Fort Stevens, now maintained by the National Park Service, is one of many historical resources in Brightwood. Historians say the neighborhood is also the site of one of the city’s first black settlements, and it is home to a national cemetery where about 40 Union soldiers are buried.

Residents say Brightwood’s history is only part of what makes the neighborhood special.

“It was nice to move to a place with such a keen sense of history, that wasn’t just a bunch of brand-new houses,” said Karrye Braxton, a 40-plus owner of a management consulting firm who moved to Brightwood in 2003. “I grew up thinking it was important to live in a neighborhood with a real sense of community, and that’s definitely the case here.”

Brightwood first developed along the Seventh Street Turnpike, now Georgia Avenue, in the early 1800s, according to “Washington at Home: An Illustrated History of Neighborhoods in the Nation’s Capital” by Kathryn S. Smith.

Some of the neighborhood’s earliest residents were free black people who owned houses and farms in Brightwood as early as the 1820s, according to “Battleground to Community: Brightwood Heritage Trail,” a historical guidebook written by Mary Konsoulis and produced by Cultural Tourism D.C.

Fort Stevens drew even more free black people to the neighborhood during and after the Civil War, and the fort was built on land owned by Elizabeth Thomas, a free black woman, according to Cultural Tourism D.C.’s guidebook.

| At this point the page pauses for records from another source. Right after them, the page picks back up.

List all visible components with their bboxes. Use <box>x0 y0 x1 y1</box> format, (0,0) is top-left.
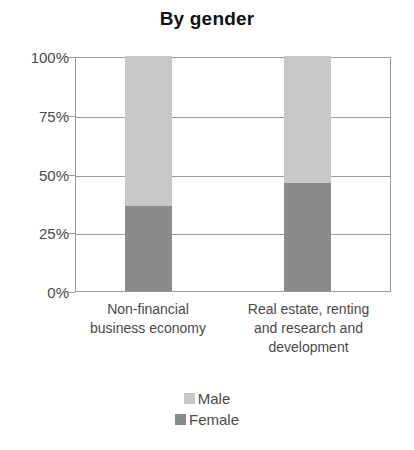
plot-area <box>75 57 391 292</box>
y-axis-tick-mark <box>68 57 75 58</box>
bar-segment-female[interactable] <box>284 183 331 291</box>
gridline <box>76 176 390 177</box>
category-label-0: Non-financialbusiness economy <box>78 300 218 338</box>
gridline <box>76 117 390 118</box>
y-axis-tick-label: 75% <box>9 107 69 124</box>
chart-title: By gender <box>0 8 414 30</box>
y-axis-tick-label: 50% <box>9 166 69 183</box>
gridline <box>76 234 390 235</box>
bar-segment-female[interactable] <box>125 206 172 291</box>
y-axis-tick-mark <box>68 175 75 176</box>
legend-swatch-icon <box>175 414 186 425</box>
legend-swatch-icon <box>184 393 195 404</box>
legend-label: Male <box>198 388 231 409</box>
legend-item[interactable]: Female <box>175 409 239 430</box>
y-axis-tick-mark <box>68 116 75 117</box>
y-axis-tick-label: 0% <box>9 284 69 301</box>
bar-segment-male[interactable] <box>125 56 172 206</box>
bar-column[interactable] <box>125 56 172 291</box>
category-label-line: business economy <box>78 319 218 338</box>
category-label-line: Non-financial <box>78 300 218 319</box>
y-axis-tick-label: 25% <box>9 225 69 242</box>
bar-segment-male[interactable] <box>284 56 331 183</box>
bar-column[interactable] <box>284 56 331 291</box>
chart-legend: MaleFemale <box>0 388 414 430</box>
category-label-1: Real estate, rentingand research anddeve… <box>236 300 381 357</box>
legend-item[interactable]: Male <box>184 388 231 409</box>
legend-label: Female <box>189 409 239 430</box>
y-axis-tick-label: 100% <box>9 49 69 66</box>
category-label-line: development <box>236 338 381 357</box>
y-axis-tick-mark <box>68 233 75 234</box>
category-label-line: Real estate, renting <box>236 300 381 319</box>
category-label-line: and research and <box>236 319 381 338</box>
y-axis-tick-mark <box>68 292 75 293</box>
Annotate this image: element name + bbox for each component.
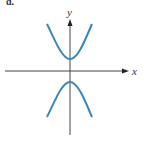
x-axis-arrow-icon — [122, 69, 129, 74]
y-axis-label: y — [66, 6, 72, 18]
x-axis-label: x — [131, 65, 137, 77]
hyperbola-graph: x y — [0, 0, 144, 141]
y-axis-arrow-icon — [68, 19, 73, 26]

After the war, Brightwood residents opened the Military Road School, one of the city’s first public schools for black children, in a small building near Fort Stevens, said Patricia A. Tyson, 69, a retired federal worker who attended the school as a child and is executive secretary of the Military Road School Preservation Trust.

The school moved to a stately brick building on Missouri Avenue in 1912, Tyson said, and the building serves as a Montessori school today.

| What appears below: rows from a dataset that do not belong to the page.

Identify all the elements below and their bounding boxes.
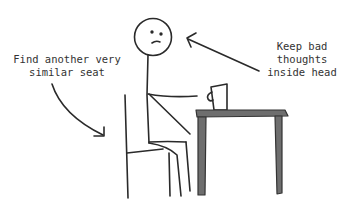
arrow-shaft <box>52 84 103 135</box>
cup-body <box>211 84 227 110</box>
annotation-line: inside head <box>262 66 342 79</box>
table-top <box>196 110 288 117</box>
comic-drawing <box>0 0 345 212</box>
head <box>135 19 172 56</box>
annotation-bad-thoughts: Keep bad thoughts inside head <box>262 40 342 79</box>
stick-figure <box>135 19 198 197</box>
annotation-line: thoughts <box>262 53 342 66</box>
arm-diagonal <box>149 94 190 134</box>
arrow-to-head <box>187 33 259 71</box>
annotation-line: Keep bad <box>262 40 342 53</box>
table-left-leg <box>198 117 206 195</box>
arm-to-cup <box>148 94 197 97</box>
table <box>196 110 288 195</box>
left-eye <box>151 31 153 33</box>
worried-mouth <box>152 41 160 43</box>
annotation-find-seat: Find another very similar seat <box>8 53 126 79</box>
front-leg <box>186 142 190 191</box>
torso <box>147 55 149 143</box>
annotation-line: similar seat <box>8 66 126 79</box>
chair-front-leg <box>169 153 170 196</box>
right-eye <box>160 33 162 35</box>
chair-seat <box>127 149 163 153</box>
cup <box>208 84 228 110</box>
back-leg <box>149 143 181 196</box>
thigh <box>149 142 186 143</box>
arrow-shaft <box>188 39 259 71</box>
chair-back <box>125 95 128 198</box>
arrow-to-chair <box>52 84 104 136</box>
table-right-leg <box>275 116 282 194</box>
annotation-line: Find another very <box>8 53 126 66</box>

“When the war ended, parents wanted their children to learn to read and write, and at the time, schools and churches were truly the heart of every black community,” Tyson said.

The neighborhood’s historical resources also include the George M. Lightfoot family residence, which for the past 82 years has been owned by descendants of Lightfoot, a Howard University professor of Latin who entertained high-profile black intellectuals such as W.E.B. Du Bois in the house, said Carol Lightfoot Walker, Lightfoot’s granddaughter.

Walker, who now lives in the house, said she believes it was built shortly after the Civil War.